Updated our Graphics libraries:

  • Bug 721068 – Update to latest graphite2 code from upstream
  • Bug 698519 – Update to libjpeg-turbo 1.2

WebGL Improvements. Anisotropic support has been added. Check out the demo of anisotropic filter and select the checkbox to see the difference. NOTE: Anisotropic is not yet supported on windows with ANGLE renderer but we are working on it!

  • Bug 728354 – WebGL anisotropic texture filtering (Contributor)
WebGL anisotropic support

WebGL anisotropic support (on the right). Click to expand.

  • Bug 676071 – WebGL long identifier mapping (security and conformance)
  • Bug 710594 – WebGL about:memory improvements (Contributor)
WebGL Memory reporting

WebGL Memory reporting (1)

WebGL Memory reporting

WebGL Memory reporting (2)

  • Various WebGL conformance improvements (Bug 730554, Bug 727547) (Contributor)

Added support for apitrace as a debugging tool for powerusers on Android:

  • Bug 674753 – Add support for loading apitrace explicitly on Android
APITrace support for Fennec

APITrace support for Fennec

Various improvements to hardware accelerated compositing for all platforms.
Various improvements to font support.
Various improvements to the Mac Azure Quartz Canvas implementation.

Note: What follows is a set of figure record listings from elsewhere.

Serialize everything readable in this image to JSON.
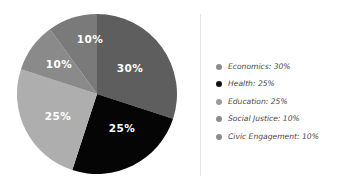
{
  "chart_data": {
    "type": "pie",
    "title": "",
    "subtitle": "",
    "xlabel": "",
    "ylabel": "",
    "legend_position": "right",
    "grid": false,
    "start_angle_deg": 0,
    "direction": "clockwise",
    "categories": [
      "Economics",
      "Health",
      "Education",
      "Social Justice",
      "Civic Engagement"
    ],
    "values": [
      30,
      25,
      25,
      10,
      10
    ],
    "slice_labels": [
      "30%",
      "25%",
      "25%",
      "10%",
      "10%"
    ],
    "colors": [
      "#5e5e5e",
      "#050505",
      "#aeaeae",
      "#8a8a8a",
      "#7a7a7a"
    ],
    "slices": [
      {
        "name": "Economics",
        "value": 30,
        "label": "30%",
        "color": "#5e5e5e",
        "legend_dot_color": "#8c8c8c",
        "label_x": 130,
        "label_y": 69
      },
      {
        "name": "Health",
        "value": 25,
        "label": "25%",
        "color": "#050505",
        "legend_dot_color": "#111111",
        "label_x": 122,
        "label_y": 129
      },
      {
        "name": "Education",
        "value": 25,
        "label": "25%",
        "color": "#aeaeae",
        "legend_dot_color": "#9b9b9b",
        "label_x": 58,
        "label_y": 117
      },
      {
        "name": "Social Justice",
        "value": 10,
        "label": "10%",
        "color": "#8a8a8a",
        "legend_dot_color": "#8c8c8c",
        "label_x": 59,
        "label_y": 65
      },
      {
        "name": "Civic Engagement",
        "value": 10,
        "label": "10%",
        "color": "#7a7a7a",
        "legend_dot_color": "#8c8c8c",
        "label_x": 90,
        "label_y": 40
      }
    ]
  },
  "legend": {
    "items": [
      {
        "label": "Economics: 30%",
        "dot_color": "#8c8c8c"
      },
      {
        "label": "Health: 25%",
        "dot_color": "#111111"
      },
      {
        "label": "Education: 25%",
        "dot_color": "#9b9b9b"
      },
      {
        "label": "Social Justice: 10%",
        "dot_color": "#8c8c8c"
      },
      {
        "label": "Civic Engagement: 10%",
        "dot_color": "#8c8c8c"
      }
    ]
  },
  "style": {
    "background": "#ffffff",
    "divider_color": "#e3e3e3",
    "label_text_color": "#ffffff",
    "legend_text_color": "#4a4a4a"
  },
  "geometry": {
    "center_x": 97,
    "center_y": 94,
    "radius": 80
  }
}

Posted by: benoitgirard | May 17, 2012

Dev Tip: Clang-complete for Vim with mozilla

This blog post is a quick explanation of how to setup clang_complete with mozilla. Note: You don’t need to build with clang to use it to complete, this means you can use it for Fennec.

 

Since these instruction will change from time to time I put them on the wiki page for everyone to help correct errors:

https://wiki.mozilla.org/Clang_complete_in_mozilla

Sometimes you have an optimized build for whatever reason (say you’re doing a lot of profiling) but optimizations make non trivial debugging impossible. You don’t have an up to date build without optimization so you whine, start a non optimize build and start looking at bugzilla for 20 mins.

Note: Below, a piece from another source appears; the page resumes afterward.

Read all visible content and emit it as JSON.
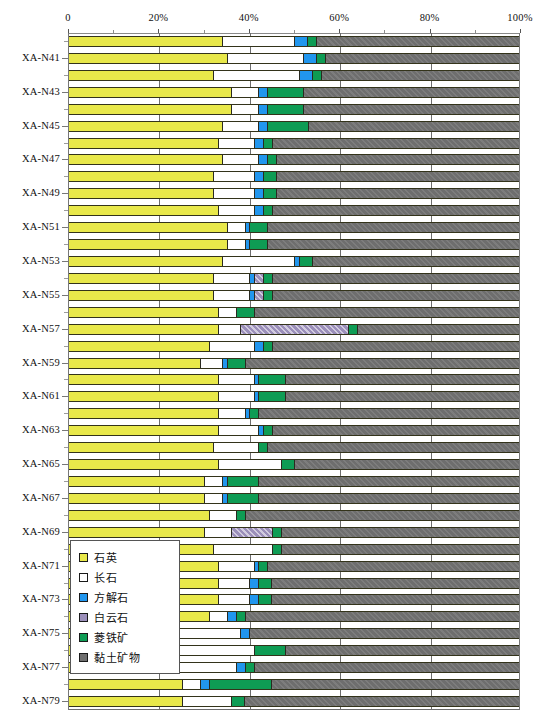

Frankenstein optimized/non optimized build to the rescue! Simply add:

CXXFLAGS += -O0 -g

to the Makefile for the module(s) you’re interested in debugging, for me it was gfx/layers/Makefile.in.

How does this work? Well optimizations are done at the object level and each object file are built to follow the ABI. As long as the ABI is followed, and it really really should, then you can expect this to work without any problems.

Disclaimer: This isn’t supported! If you have problems then do a clobber build.